The instant before we heard it, Llewellyn keeled over, clutching his chest.
With the
crack
of the gun report still echoing across the water, everyone stared in shock at the hapless Llewellyn, who was sprawled on his back, a patch of blood blossoming across the front of his shirt. Even Holmes was momentarily paralysed, although he was the first to recover his wits.
“Quick!” he cried. “All of you, take cover!”
I, who knew what it was to come under fire, sprang into action. The oarsmen, cox and coach were still frozen in alarm. I set about chivvying them away from open ground, shepherding them urgently towards the shelter of the boathouse. Holmes did the same. At any moment I expected further gunshots, more bullets whizzing our way.
With the rest of the Oriel men safely indoors, I darted back for Llewellyn. I had no idea where the sniper was, but judging by the sound of the gunshot he was positioned on the opposite bank, most likely in the lee of one of the tall trees there, concealed amongst a stand of shrubbery and thick undergrowth.
Crouching, making myself as small a target as possible, I edged alongside the boat, which sat perpendicular to the river. Llewellyn was alive, shuddering, one hand clawing the air spasmodically. There was a space of five yards between him and the vessel. To reach him I would have no choice but to cross it, leaving myself fully exposed to the sniper. I wished I had my service revolver on me; I could have used it to lay down return fire. I wouldn’t have had a hope of hitting anyone at that range, but it would have given the gunman something to think about and deterred him long enough for me to retrieve Llewellyn.
Holmes appeared beside me.
“What are you doing?” I hissed. “Trying to get yourself killed?”
“No more than you are, Watson. We can’t just leave Llewellyn. His would-be killer is lining up a second shot even now, to put his fate beyond question. The mist has thickened, but it is shifting. When it parts again…”
“If only there was some way of protecting ourselves so that we can get to him.”
“Yes, but… Ah! I have it.”
Holmes grasped the nearest rigger and spun the boat over in its trestle sling until it was at right angles, stroke-side pointing to the sky. Then he kicked one of the trestles flat, taking the weight of the boat on his shoulders as he did so. With a grunt he sank to a squatting position, supporting the boat in the meantime so that it did not crash violently to the ground. It came to rest tilted, still partly perched on the remaining trestle, its bow in the air.

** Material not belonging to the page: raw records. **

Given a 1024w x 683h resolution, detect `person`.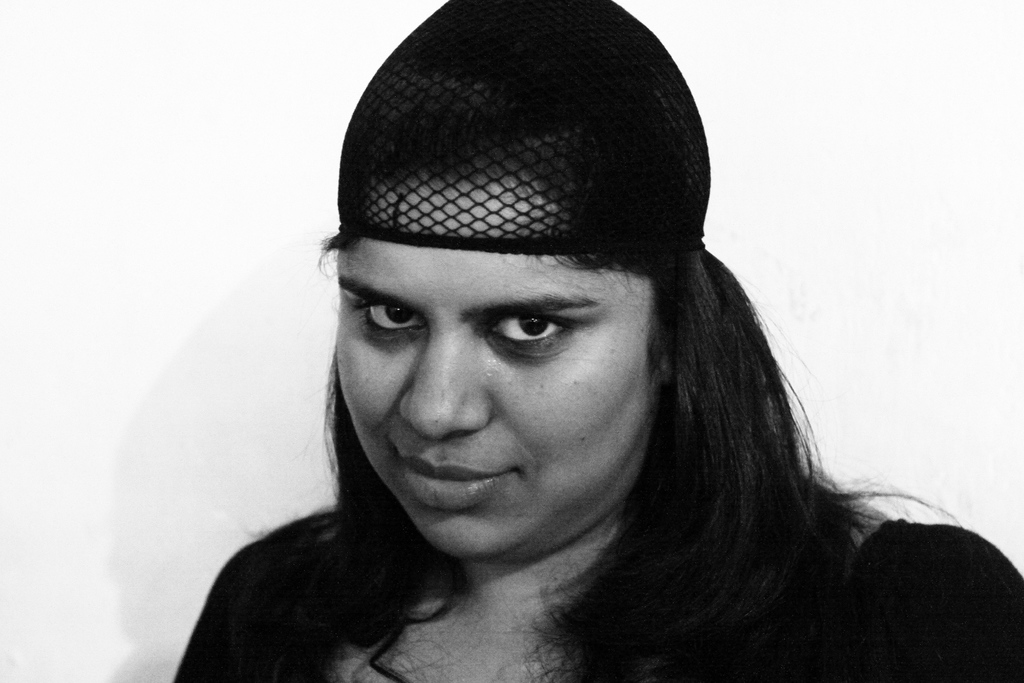
rect(216, 8, 936, 682).
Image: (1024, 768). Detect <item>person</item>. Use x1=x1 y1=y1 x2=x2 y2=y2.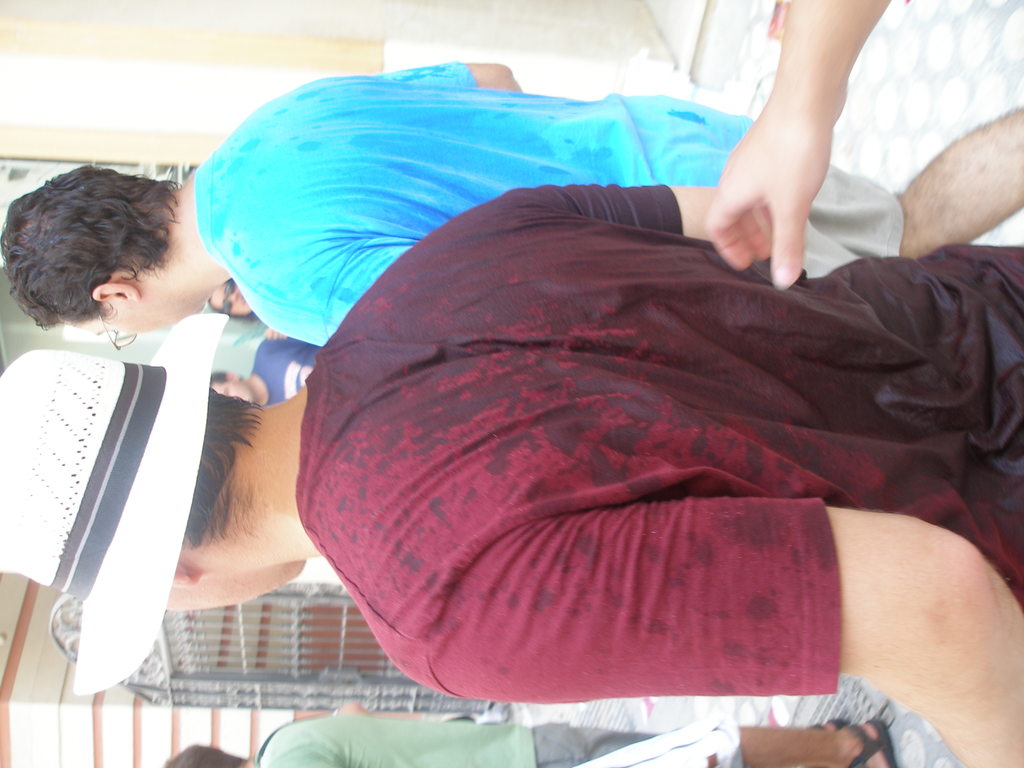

“Now, Watson,” Holmes said, “if you could see your way to doing the same…”
I emulated him, kicking out the other trestle. Together, teeth clenched, grimacing with effort, we lowered the boat until it was lying horizontal again, balanced on its bow-side riggers with us braced beside. We did this as carefully as we could, but it was difficult to be delicate about it. The two of us were performing a job which normally demanded the combined strength of eight men.
I heard a groan of dismay from the boathouse. This was Gill lamenting the abuse being meted out on his crew’s precious craft. I personally thought Llewellyn’s life more important than any boat, but then I was not a rowing coach. Besides, other than a couple of dented rigger gates, the thing was not faring too badly.
“Now,” said Holmes, “we must slide it round.” He reached either side of him to grasp a section of the boat’s ribs. I followed suit. Both of us dug in our heels and heaved, and the boat began to rotate on its central axis. Its stern swung out towards the river, its bow round towards Llewellyn.
A break in the mist came, allowing the sniper to unleash his next shot. The delay cost him, however, for when he did fire, the bullet struck the boat and ricocheted away, raising a shower of splinters. I felt the impact reverberate through my neck and arms, and redoubled my efforts. The boat slithered and grated across the ground. It seemed to weigh a ton.